Friday, November 20, 2015

This is not a post



Specifically this is not a post about Gerard Alexander's New York Times op-ed “Jon Stewart, Patron Saint of Liberal Smugness.”  Andrew Gelman just did a post on Alexander's piece over at the Monkey Cage, which is probably more attention than it deserves. For me to write another post, would require a careful rereading of the original op-ed to pick apart the rhetorical flaws and to select the most representative quotes. That's a lot of miles in the middle seat of the clown car (particularly when you aren't being paid for the trip).

So this is not a post. Instead, this is something of an unsolicited postscript to Gelman's post, especially this:

A characteristic feature of polarization seems to be the impression that one’s own side is reasonable and that all the polarizing comes from the other side of the political aisle.
I came across an amusing example of this today, ironically from a political scientist, Gerard Alexander, who, in an op-ed entitled, “Jon Stewart, Patron Saint of Liberal Smugness,” writes:
Many liberals, but not conservatives, believe there is an important asymmetry in American politics. These liberals believe that people on opposite sides of the ideological spectrum are fundamentally different.
This is just too perfect. It’s a beautiful paradox. If Alexander is right, then there is an important asymmetry in American politics, which is the thing that he’s saying conservatives don’t believe! If he’s wrong, then there is no asymmetry, which is what he’s saying conservatives believe in the first place. It’s like something out of Lewis Carroll.

And a bit later:

Also this, from Alexander:
My strongest memory of Mr. Stewart, like that of many other conservatives, is probably going to be his 2010 interview with the Berkeley law professor John Yoo. Mr. Yoo had served in Mr. Bush’s Justice Department and had drafted memos laying out what techniques could and couldn’t be used to interrogate Al Qaeda detainees. Mr. Stewart seemed to go into the interview expecting a menacing Clint Eastwood type, who was fully prepared to zap the genitals of some terrorist if that’s what it took to protect America’s women and children.
Mr. Stewart was caught unaware by the quiet, reasonable Mr. Yoo, who explained that he had been asked to determine what legally constituted torture so the government could safely stay on this side of the line. The issue, in other words, wasn’t whether torture was justified but what constituted it and what didn’t.
First off, let me say that this is a horrible thing to say about Clint Eastwood, who was never involved in this:
On December 1, 2005, Yoo appeared in a debate in Chicago with Doug Cassel, a law professor from the University of Notre Dame. During the debate, Cassel asked Yoo,
‘If the President deems that he’s got to torture somebody, including by crushing the testicles of the person’s child, there is no law that can stop him?’, to which Yoo replied ‘No treaty.’ Cassel followed up with ‘Also no law by Congress — that is what you wrote in the August 2002 memo’, to which Yoo replied ‘I think it depends on why the President thinks he needs to do that.’
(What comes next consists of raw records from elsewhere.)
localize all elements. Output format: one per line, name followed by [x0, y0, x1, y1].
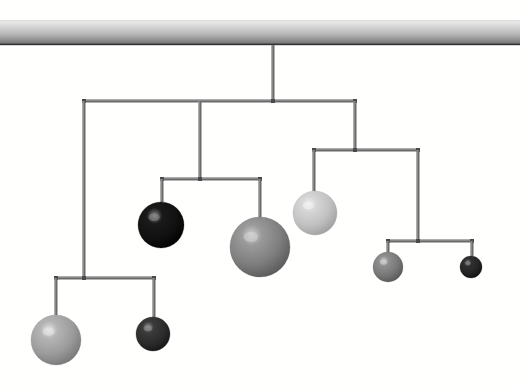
drop-to-ball-pale-large-highlight	[313, 150, 314, 191]
drop-to-ball-gray-largest	[259, 179, 262, 217]
left-crossbar-highlight	[56, 277, 154, 278]
ball-dark-small-bottom-middle	[136, 317, 170, 351]
right-crossbar	[314, 149, 418, 152]
drop-to-ball-pale-bottom-left	[55, 278, 58, 315]
ball-pale-medium	[293, 191, 337, 235]
ball-gray-small-right-specular-highlight	[380, 259, 387, 264]
ball-gray-large	[230, 217, 290, 277]
drop-to-ball-dark-bottom-middle-highlight	[153, 278, 154, 317]
main-suspension-stem-highlight	[272, 45, 273, 101]
mobile-illustration	[0, 0, 520, 388]
drop-to-right-branch-highlight	[354, 101, 355, 150]
lower-right-crossbar	[388, 240, 472, 243]
left-crossbar	[56, 277, 154, 280]
middle-crossbar-highlight	[162, 178, 260, 179]
drop-to-ball-gray-small-highlight	[387, 241, 388, 252]
mobile-scene	[0, 0, 520, 388]
top-crossbar-pivot-joint	[271, 99, 275, 103]
right-crossbar-highlight	[314, 149, 418, 150]
lower-right-crossbar-pivot-joint	[416, 239, 420, 243]
ceiling-beam-body	[0, 20, 520, 45]
drop-to-lower-right-branch	[417, 150, 420, 241]
drop-to-middle-branch	[199, 101, 202, 179]
ball-pale-large-bottom-left-specular-highlight	[43, 327, 55, 336]
drop-to-ball-dark-bottom-middle	[153, 278, 156, 317]
top-crossbar-highlight	[84, 100, 355, 101]
drop-to-left-branch	[83, 101, 86, 278]
drop-to-ball-pale-large	[313, 150, 316, 191]
ball-dark-smallest-far-right-specular-highlight	[465, 261, 470, 265]
ceiling-beam-edge	[0, 44, 520, 46]
middle-crossbar-pivot-joint	[198, 177, 202, 181]
ball-pale-medium-specular-highlight	[303, 202, 314, 209]
ball-pale-large-bottom-left	[31, 315, 81, 365]
ball-black-medium-specular-highlight	[149, 213, 160, 221]
right-crossbar-pivot-joint	[353, 148, 357, 152]
drop-to-ball-pale-bottom-left-highlight	[55, 278, 56, 315]
lower-right-crossbar-highlight	[388, 240, 472, 241]
drop-to-left-branch-highlight	[83, 101, 84, 278]
left-crossbar-pivot-joint	[82, 276, 86, 280]
drop-to-ball-dark-smallest	[471, 241, 474, 256]
drop-to-ball-dark-smallest-highlight	[471, 241, 472, 256]
top-crossbar	[84, 100, 355, 103]
main-suspension-stem	[272, 45, 275, 101]
drop-to-lower-right-branch-highlight	[417, 150, 418, 241]
drop-to-ball-gray-small	[387, 241, 390, 252]
ceiling-beam	[0, 20, 520, 45]
drop-to-ball-black	[161, 179, 164, 202]
drop-to-right-branch	[354, 101, 357, 150]
ball-dark-smallest-far-right	[460, 256, 482, 278]
ball-dark-small-bottom-middle-specular-highlight	[144, 325, 152, 331]
ball-black-medium	[138, 202, 184, 248]
drop-to-ball-gray-largest-highlight	[259, 179, 260, 217]
drop-to-ball-black-highlight	[161, 179, 162, 202]
drop-to-middle-branch-highlight	[199, 101, 200, 179]
ceiling-beam-top-highlight	[0, 20, 520, 21]
middle-crossbar	[162, 178, 260, 181]
ball-gray-small-right	[373, 252, 403, 282]
ball-gray-large-specular-highlight	[244, 232, 258, 242]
A while back we opened up a thread on the distinction between ideological and partisan ("Let's see how many people I can piss off with this one: Fox News is not all that conservative"). This is a particularly telling example, a self identified conservative upset because a liberal media figure made a fundamentally conservative argument that happened to be at odds with the Republican partisan objectives of the moment.

Obviously there is room for disagreement here, but if we take a libertarian perspective (and libertarianism has largely become the most intellectually respected school of conservative thought) there is simply no way to defend the proposition that the government can do anything it chooses and violate any and every personal liberty as long as it is protecting the common good.

You would have to feel you had a pretty good case to call someone the "Patron Saint of Liberal Smugness" in the headline of an NYT op-ed, especially if you have some kind of reputation to protect, but the only substantive example Alexander gives is of Stewart not being all that smug to someone who's not being at all conservative. 

The weird thing about this is that Stewart is openly liberal and is often brutally critical of people arguing genuinely conservative positions. I'm not saying that Alexander was right, but he could have at least made a case had he used appropriate examples.The fact that he didn't, and, more pointedly, that he so completely mixed up concepts like ideology and partisanship is another indicator of just how confused the political dialogue has gotten.